Double, trouble: The danger of Baffinland’s expansion plans
UPDATE: On May 13, 2022, the Nunavut Impact Review Board (NIRB) issued a 441-page report recommending that Baffinland’s proposal not go ahead because the expansion would have “significant adverse effects” on wildlife and Inuit which cannot be “adequately prevented, mitigated, or adaptively managed.” A final decision by the federal government is expected within 90 days of NIRB’s review submission.
On the northern end of Nunavut’s Baffin Island — between the remote communities of Pond Inlet, Clyde River and Igloolik and near caribou calving grounds and marine mammal habitat — lies the open-pit Mary River Mine.
Already the biggest industrial development in the Canadian Arctic, Baffinland Iron Mines Corp. is angling to double current output to 12 million tonnes a year.
Since iron ore is transported to Milne Inlet and shipped through the Tallurutiup Imanga marine conservation area, Baffinland has applied to the Nunavut Impact Review Board (NIRB) for a permit to build this “phase 2” expansion, including a 110-kilometre railway and another dock as well increasing shipping traffic from 198 to 384 vessel transits a season.
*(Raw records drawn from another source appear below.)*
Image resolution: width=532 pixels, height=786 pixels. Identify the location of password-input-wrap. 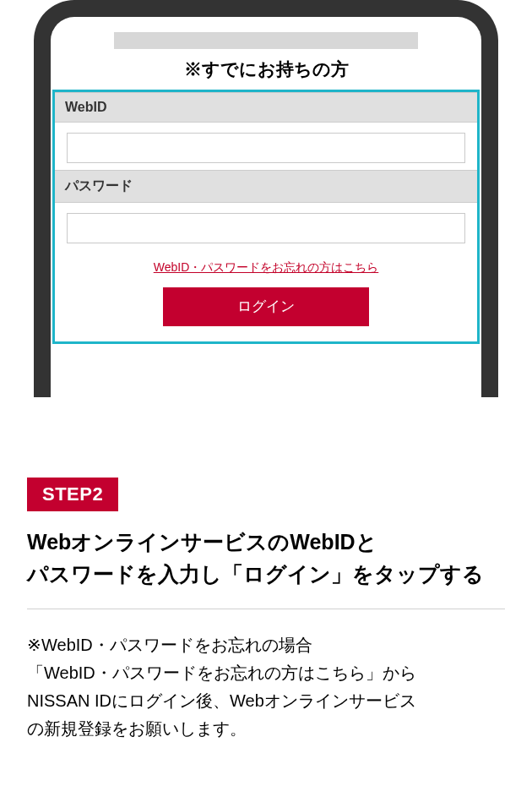
(266, 227).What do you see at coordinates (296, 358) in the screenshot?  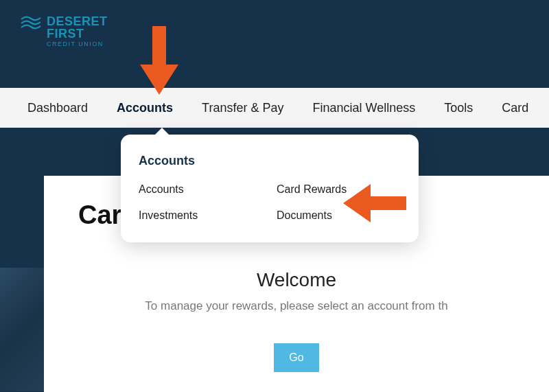 I see `go-button: Go` at bounding box center [296, 358]. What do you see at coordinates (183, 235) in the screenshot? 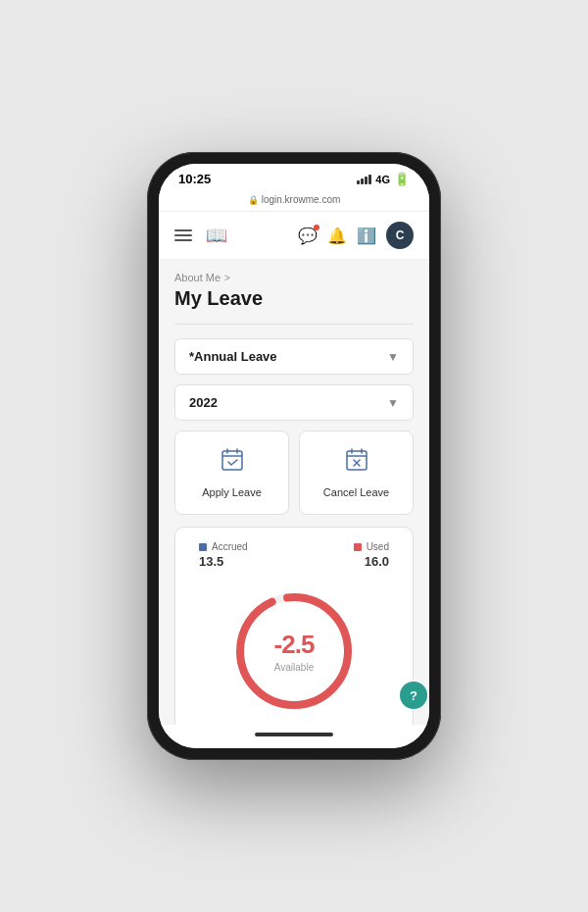
I see `menu-button` at bounding box center [183, 235].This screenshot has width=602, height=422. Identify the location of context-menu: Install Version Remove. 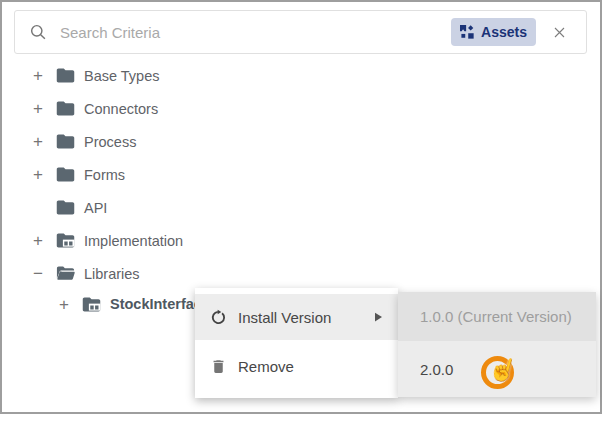
(296, 343).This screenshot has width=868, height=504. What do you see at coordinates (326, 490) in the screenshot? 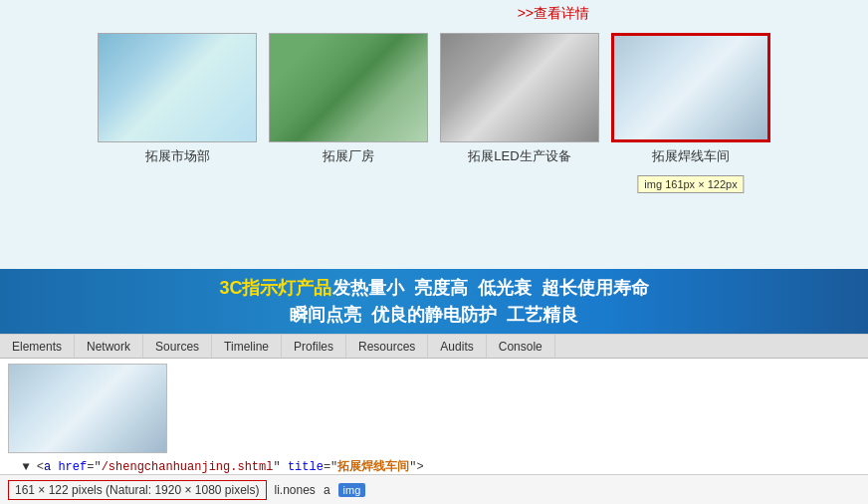
I see `breadcrumb-a: a` at bounding box center [326, 490].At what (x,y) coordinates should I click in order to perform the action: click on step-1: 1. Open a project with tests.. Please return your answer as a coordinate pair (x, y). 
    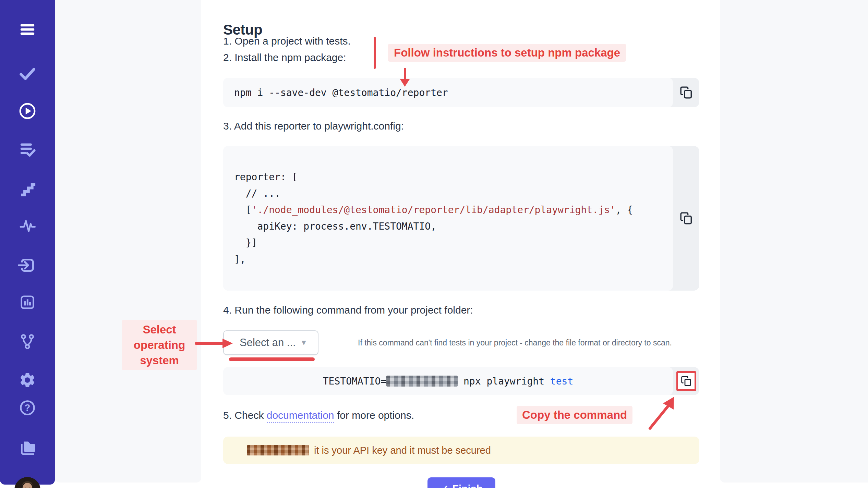
    Looking at the image, I should click on (287, 41).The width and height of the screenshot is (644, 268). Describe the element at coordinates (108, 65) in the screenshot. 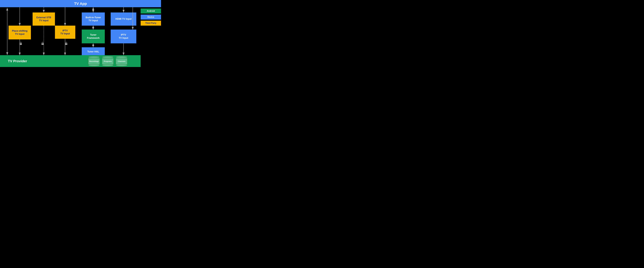

I see `db-bottom-programs` at that location.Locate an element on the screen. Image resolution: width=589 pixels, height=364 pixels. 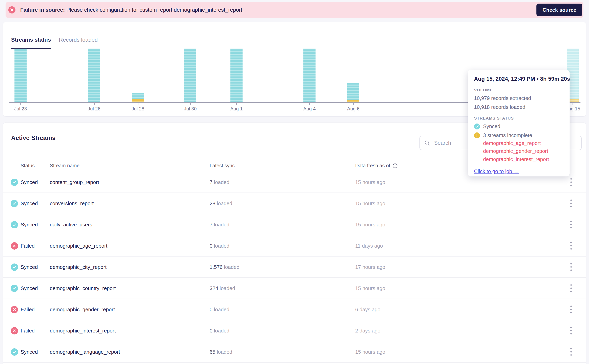
axis-tick-label: Jul 26 is located at coordinates (94, 109).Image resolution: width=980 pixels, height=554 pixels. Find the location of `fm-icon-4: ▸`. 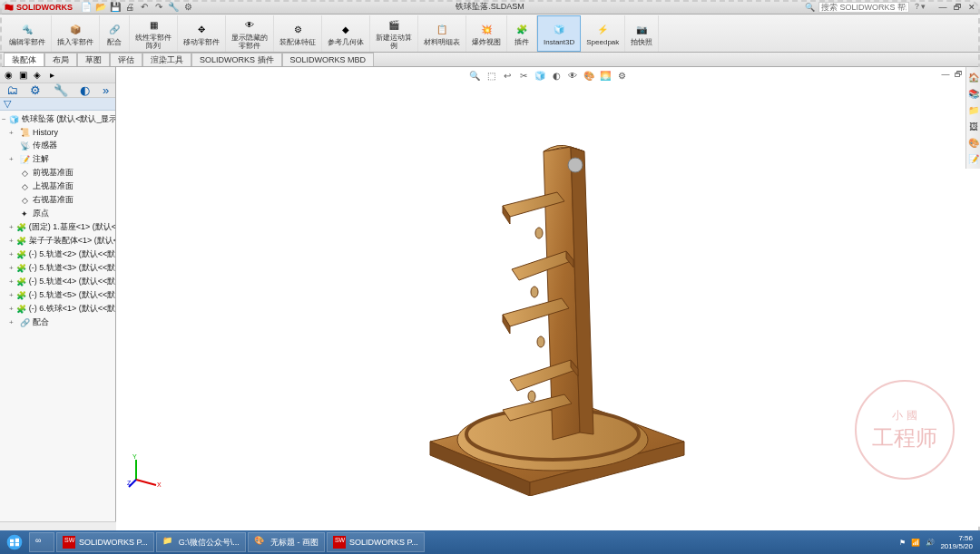

fm-icon-4: ▸ is located at coordinates (52, 75).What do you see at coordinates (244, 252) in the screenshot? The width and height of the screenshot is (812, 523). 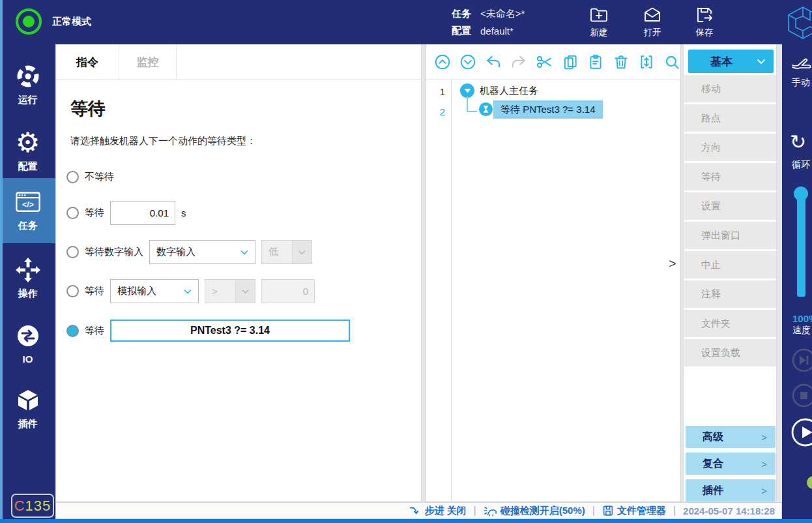 I see `option-wait-digital: 等待数字输入 数字输入 低` at bounding box center [244, 252].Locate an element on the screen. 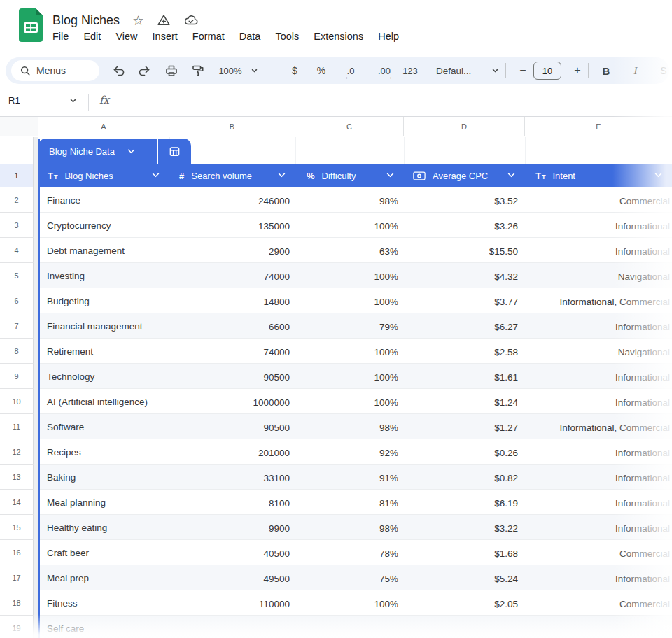 This screenshot has width=672, height=638. column-letter-a: A is located at coordinates (104, 126).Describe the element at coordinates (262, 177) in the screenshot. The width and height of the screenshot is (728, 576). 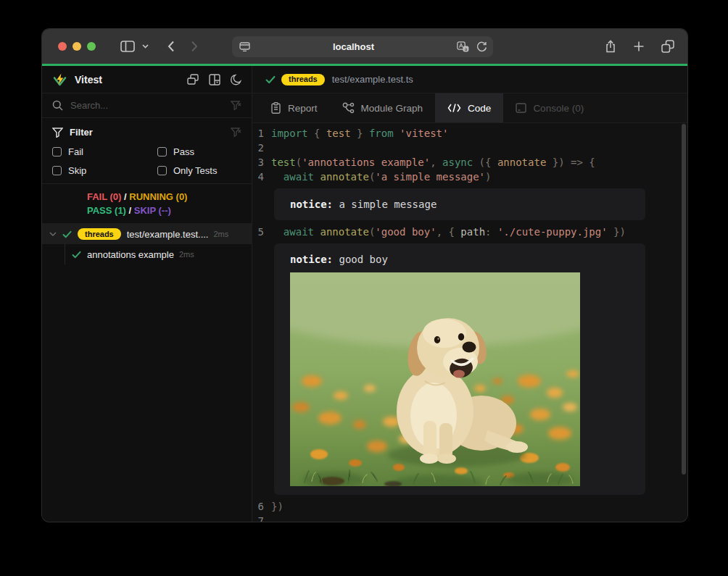
I see `line-number: 4` at that location. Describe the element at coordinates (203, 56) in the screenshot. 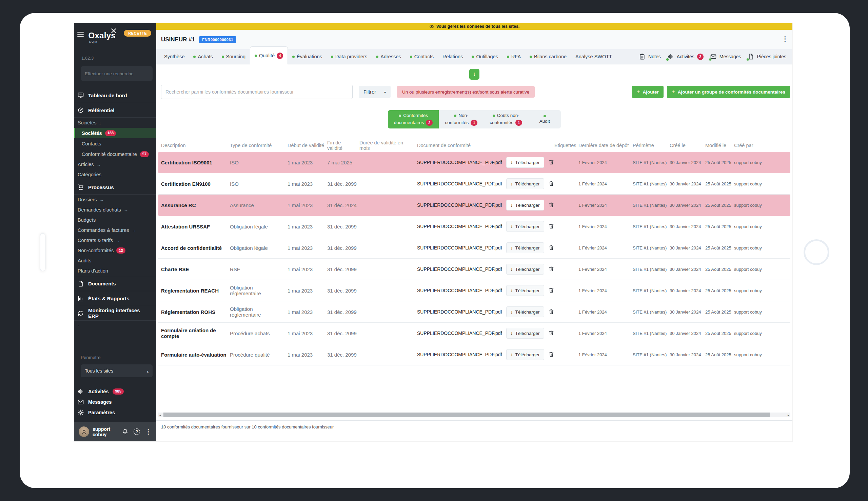

I see `tab-achats: Achats` at that location.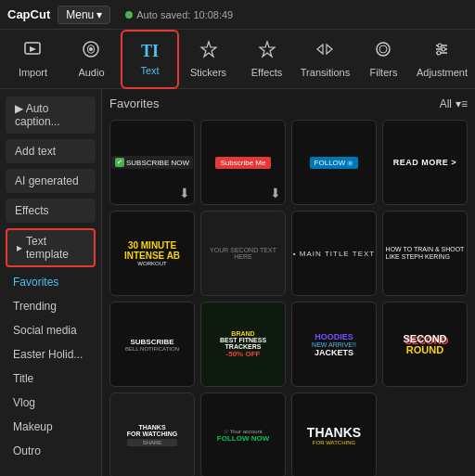 This screenshot has height=476, width=475. I want to click on text-label: Text, so click(149, 71).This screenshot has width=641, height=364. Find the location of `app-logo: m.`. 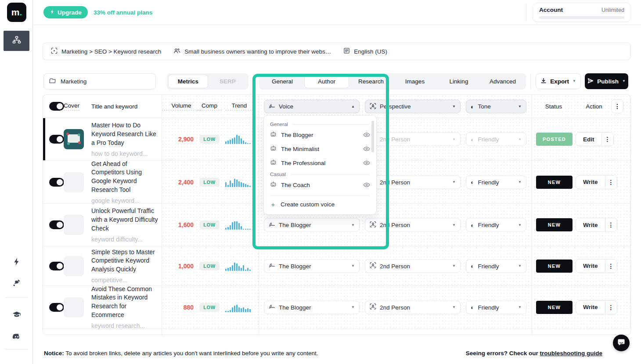

app-logo: m. is located at coordinates (17, 12).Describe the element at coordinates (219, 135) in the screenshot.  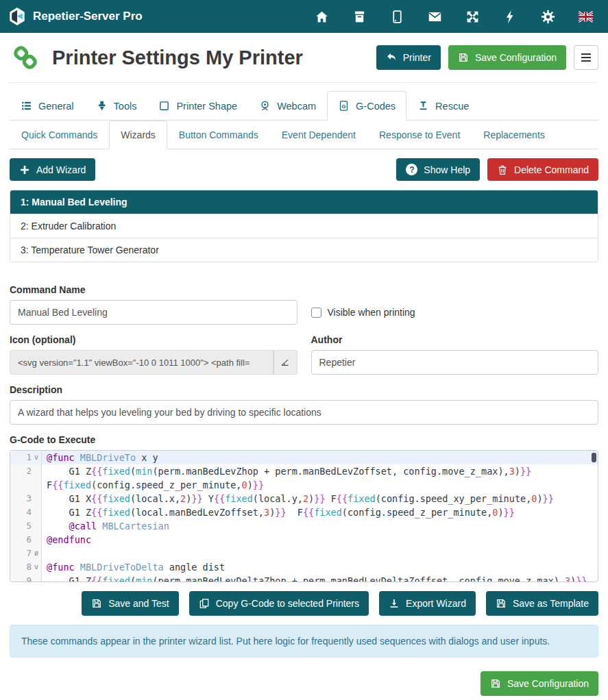
I see `subtab-label: Button Commands` at that location.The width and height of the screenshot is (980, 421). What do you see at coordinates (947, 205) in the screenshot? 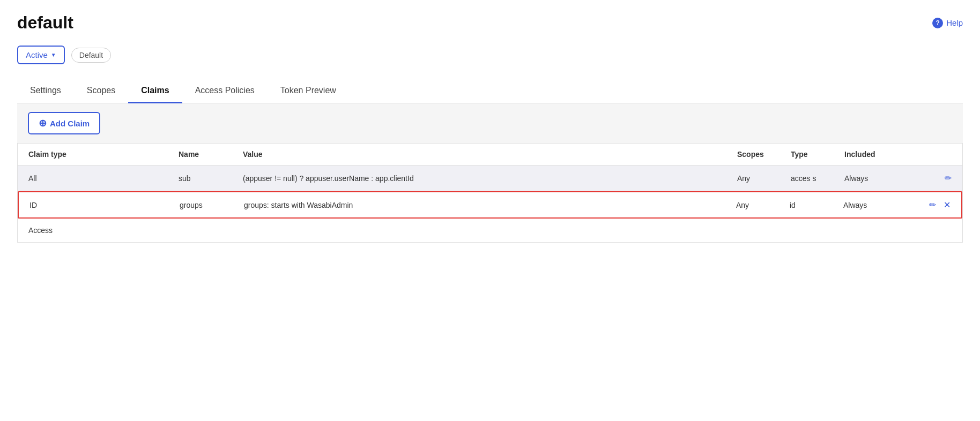
I see `delete-icon-groups: ✕` at bounding box center [947, 205].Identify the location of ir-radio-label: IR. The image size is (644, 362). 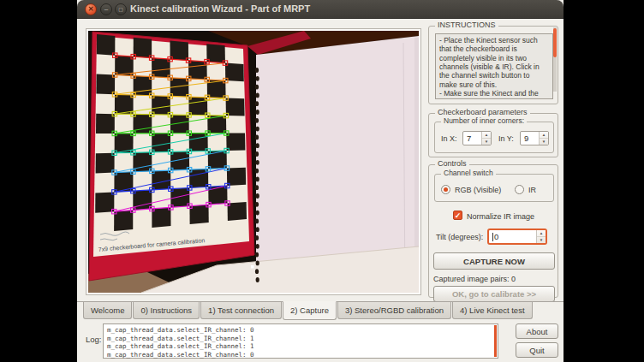
(533, 190).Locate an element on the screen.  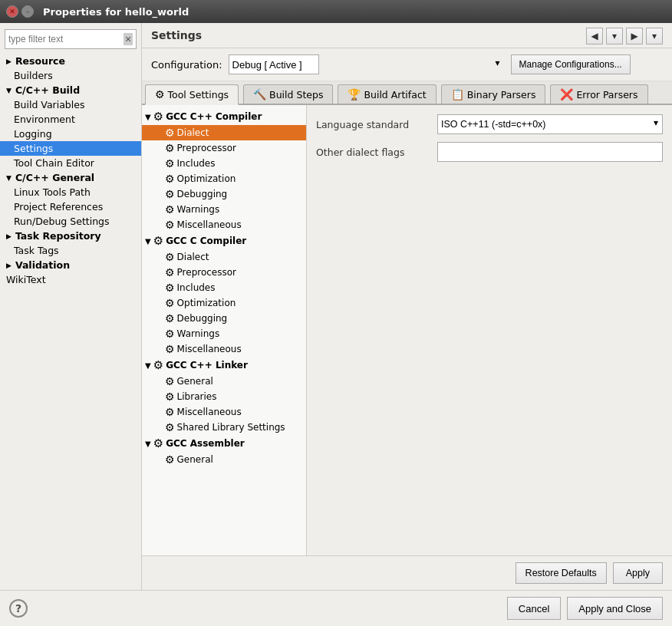
tab-binary-parsers: 📋 Binary Parsers is located at coordinates (494, 94).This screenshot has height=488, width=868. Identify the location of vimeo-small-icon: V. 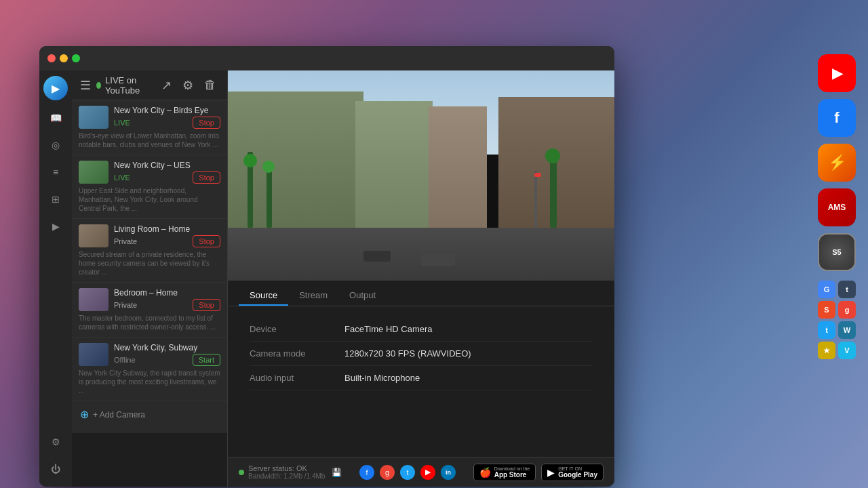
(847, 350).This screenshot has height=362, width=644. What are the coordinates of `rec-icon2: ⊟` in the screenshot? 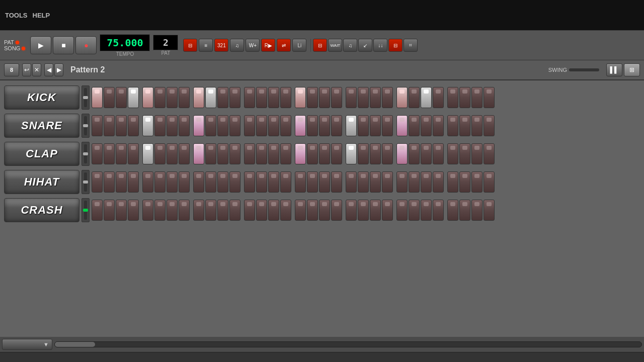 It's located at (320, 45).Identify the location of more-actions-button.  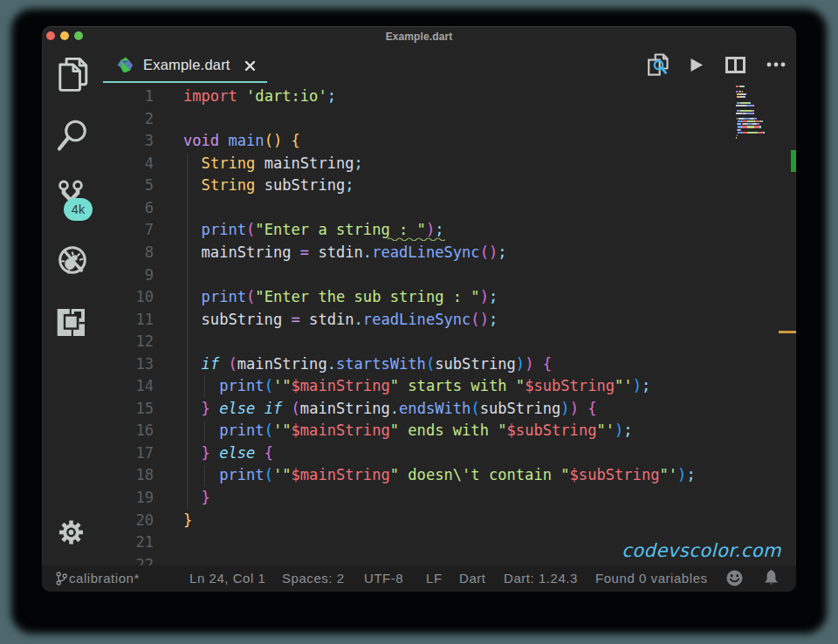
(776, 65). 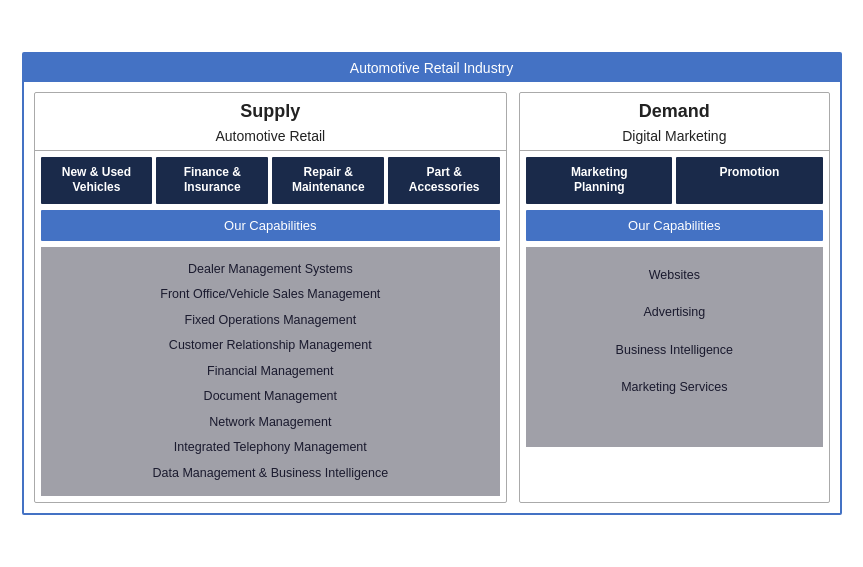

Dubbed the “Arctic Serengeti” by the Qikiqtani Inuit Association, Tallurutiup Imanga is home to 75 per cent of the world’s narwhal, 20 per cent of the Canadian beluga population, the largest subpopulation of polar bears in Canada and massive seabird colonies.
NIRB’s public hearings, which WWF-Canada has participated in since 2019, ended last month, and a decision is expected in May.
“The animals that we live on and use for food such as seals, fish, polar bears and caribous, hares, ptarmigans as well as the birds that migrate up here in the summer, all of them, we want them always to be healthy,” said Jaykolasie Killiktee, former mayor of Pond Inlet, in a video we helped produce of community members’ testimonies.
”Because we depend on them.”
Along with amplifying local voices, we’ve also expressed our own concerns.
“There’s never been a railway in Nunavut, and potential impacts to barren-ground caribou — which Nunavummiut depend on for food security and cultural continuity — are unknown,” said Paul Okalik, WWF-Canada’s lead Arctic specialist.
“With the proposed route crossing the habitat of a caribou herd whose numbers have declined by an estimated 99 per cent since the 1990s, it is simply an unacceptable risk.”
WWF-Canada also supports the position that Baffinland’s iron ore vessels must stop using heavy fuel oil, which contributes to the melting of snow and ice through the release of black carbon emissions. Mandating a switch to distillate fuels would reduce this by as much as 80 per cent.
READ MORE: Saying no to the Baffinland mine expansion in Nunavut
We’re also demanding mitigation measures be put in place to prevent the spread of invasive species and limit underwater noise and other shipping impacts like dumping. Our recent National Vessel Dumping Assessment quantified the threat of ship waste to Canada’s marine protected areas. It found that ships operating within Tallurutiup Imanga, many of which are bulk carriers servicing the Mary River mine operation, annually generate an estimated 9.3 million liters of greywater, 1.3 million liters of sewage, 246 thousand liters of bilge water, and 40.9 million liters of scrubber washwater.
These estimates are based on 2019 ship traffic data and don’t account for the proposed 94 per cent increase that could come as part of a Phase 2 expansion.
Baffinland had previously made a commitment to not discharge sewage, greywater or use scrubbers in the marine regional study area in 2020. The company’s 2021 Shipping and Marine Wildlife Management Plan renewed their commitment on the first two discharge types, but not scrubbers, which WWF-Canada’s National Vessel Dumping Assessment found account for 97 per cent of ship-source discharges nationally. As well, the regional study area only extends to 12 nautical miles from land and does not include much of Tallurutiup Imanga.
Monitoring would be needed to determine the impacts of mine expansion on local wildlife such as narwhal. This would require community engagement, appropriate use of Inuit Qaujimajatuqangit (traditional knowledge) and full agreement and coordination with affected communities.
Inuit have already observed significant decreases in populations of narwhal and other species, both in the mine area and throughout Nunavut. Without mitigation measures to reverse these trends, increased shipping should not even be contemplated.